A friend posed this question to me today:
My friend wrote:How many proton torpedos would be needed to take down a star destroyer? Assuming it isnt fighting back or anything, and just taking it.
I responded with the following:
I wrote:Technically speaking, you could lob an infinite number of torpedoes at a star destroyer and it would just smile at you.
Shields work by dissipating the energy thrown at them. Star destroyer shields are particularly powerful. In the extended literature (and the movies), the only way to take down shields is to overwhelm their dissipative capabilities with a huge surge of firepower ("Concentrate all fire on that super star destroyer!") which you need to target at a shield generator.
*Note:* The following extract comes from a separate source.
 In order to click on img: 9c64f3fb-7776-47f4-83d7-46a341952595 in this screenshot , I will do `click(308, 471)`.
The idea is to punch through the shields and damage a local projector so that you can then attack the hull.
There's a particularly good example of this in one of the X-wing books. There's also a weapon called a Torpedo Sphere used for planetary sieges. What it does is basically sit in orbit and lob ungodly amounts of torpedoes at the same exact spot on the shields until they overwhelm the shield and punch through, destroying the planetary projector.
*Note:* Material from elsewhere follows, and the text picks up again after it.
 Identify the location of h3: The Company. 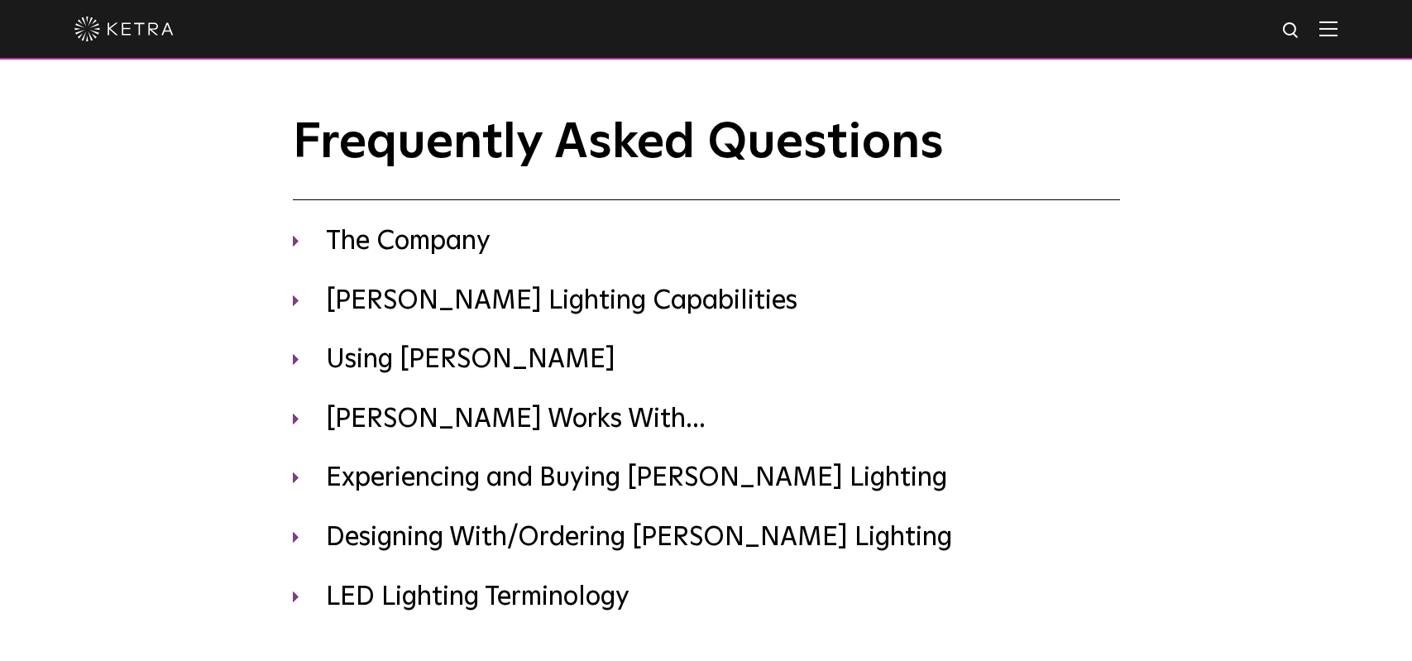
(707, 242).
I didn't want to leave him with my vague assertions, so I poked around the board for a bit to find the particular X-wing quote in question. I then told him this (bold emphasis mine, added to point out relevant parts):
Then I wrote:Quote from "Bacta War" (bold emphasis mine):
Engaging in a straight-up fight with even a Victory-class Star Destroyer like the Corrupter would be suicide for a squadron of X-wings. [..] If the whole squadron fired a salvo of torpedoes at the same time, they could certainly bring the Star Destroyer's shields down, but any captain worth his rank cylinders would roll the ship to present undamaged shields and keep shooting.
Followed with:
I then wrote:A squadron in SW is 12 ships. X-wings each carry 6 torpedoes, fired in 'salvos' of 2. So if the entire squadron (12) fired a salvo of torpedoes (12*2 = 24) at the same time, they'd take down one facing of a
Victory (smaller, weaker than
Imperator-class seen in the OT movies) destroyer's shields, at which point the ship can simply be rolled over so the other side of its shields can block incoming fire.
From "Essential Guide to Weapons and Technology":
When overloaded by incoming energy charges, a shield projector's matrix boards will burn out rather than flooding the generator with energy and destroying the entire shield system. Tech crews can repair burned out-out projectors in just a few minutes to get the shields back up to full power.
So repairing that much shield collapse takes a matter of minutes. Attacking a capital ship with starfighters alone is a bad plan
![Wink ;)](./images/smilies/icon_wink.gif)
So, having said all that, I have a few questions of my own.
![Arrow :arrow:](./images/smilies/icon_arrow.gif)
Did I explain it to him correctly, more or less? I know I glossed over a few things, but he's not a tech-centric guy. As a layman's definition, how is it?
![Arrow :arrow:](./images/smilies/icon_arrow.gif)
Given that we now know the reactor power of
Venators, and that
Victorys are roughly analogous warships, is it possible to codify the precise amount necessary to overload a shield facing on a
Victory, given the above quote? If so, what is it?